A National Action member was responsible for the third and last plot linked to Iron March before the site went offline. In fall 2017, Jack Renshaw of National Action was arrested in connection with a plot hatched in July of the same year to assassinate Member of Parliament Rosie Cooper.129 Renshaw told prosecutors his plot was inspired by the murder of Jo Cox by far-right extremist Thomas Mair in 2016 and that he targeted her because of her pro-immigration views.130 Renshaw pleaded guilty and was convicted in 2019.131


New skull mask network nodes have been founded since the end of the Iron March forum. The post-Iron March skull mask network is much more fluid, with groups forming and dissipating quickly in response to law enforcement actions.132 As Alex Newhouse has outlined in this publication, the post-Iron March skull mask network is not strongly hierarchical: Individual groups have internal hierarchies, but network-level cohesion is maintained through shared aesthetic and ideological commitments and through overlaps in membership rather than through top-down organization.133 The Base and Feuerkrieg Division were the largest and most active nodes to emerge after the disappearance of Iron March.

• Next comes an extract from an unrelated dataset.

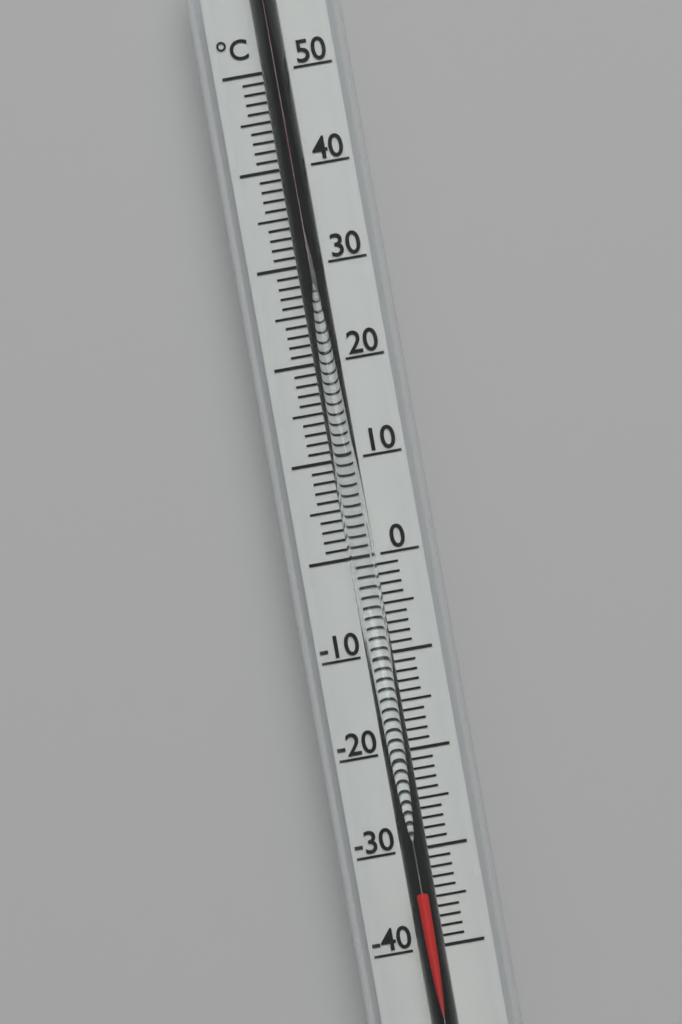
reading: -34 °C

Smaller skull mask groups have also planned terror attacks and, in one case, have attempted to create cross-ideological coordination with jihadis. Ethan Melzer,o a private in the U.S. Army, was arrested in Italy in summer 2020 for his alleged involvement in a plot to attack an overseas U.S. military base.153 Prosecutors allege that Melzer was affiliated with O9A and with a small skull mask group called Rapewaffen, about which little is known.154 His O9A associates claim to have been in contact with al-Qa`ida operatives who were meant to assist with the attack.155


Conclusion

Iron March served as the incubator in which the ideologies, aesthetics, and interpersonal bonds necessary to sustain the skull mask network developed. Frustrated at the lack of compatible local groups to join, Iron March users created their own local organizations that were networked from the beginning by their common origin on the forums. Later, the introduction of O9A rituals provided a convenient method for habituating members to violence and creating a shared sense of commitment to militancy. Together with constant communication among members, these factors allowed the network to survive the loss of Iron March as an organizing platform and the subsequent transition to a more diffuse mode of organizing.

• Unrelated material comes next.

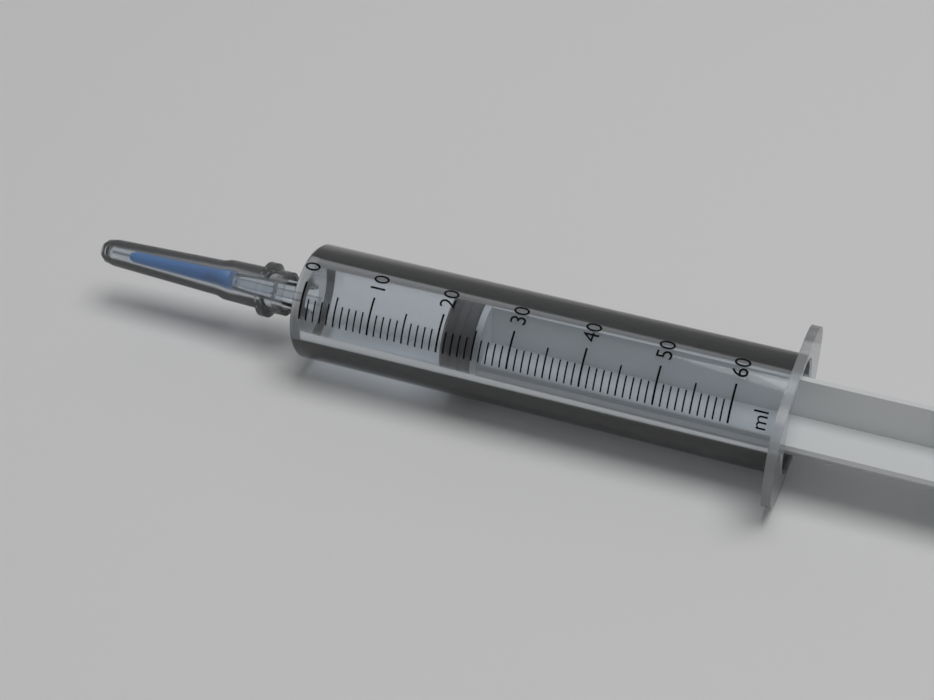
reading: 20 ml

The survival since 2017 of the skull mask network, despite the loss of Iron March as an organizing platform, shows that takedowns of public, centralized, online organizing platforms are not necessarily enough to disrupt violent extremist networks if members have already formed strong social connections that can survive the migration to other communication services. Even after a group loses its centralized platform and disperses across small groups on encrypted messaging services, the social connections necessary to repair the network after de-platforming can persist as long as enough individuals are able to maintain membership in multiple nodes in the network. Disrupting the skull mask network will depend on breaking down the social bonds that connect members at the individual level, not merely on closing down centralized platforms.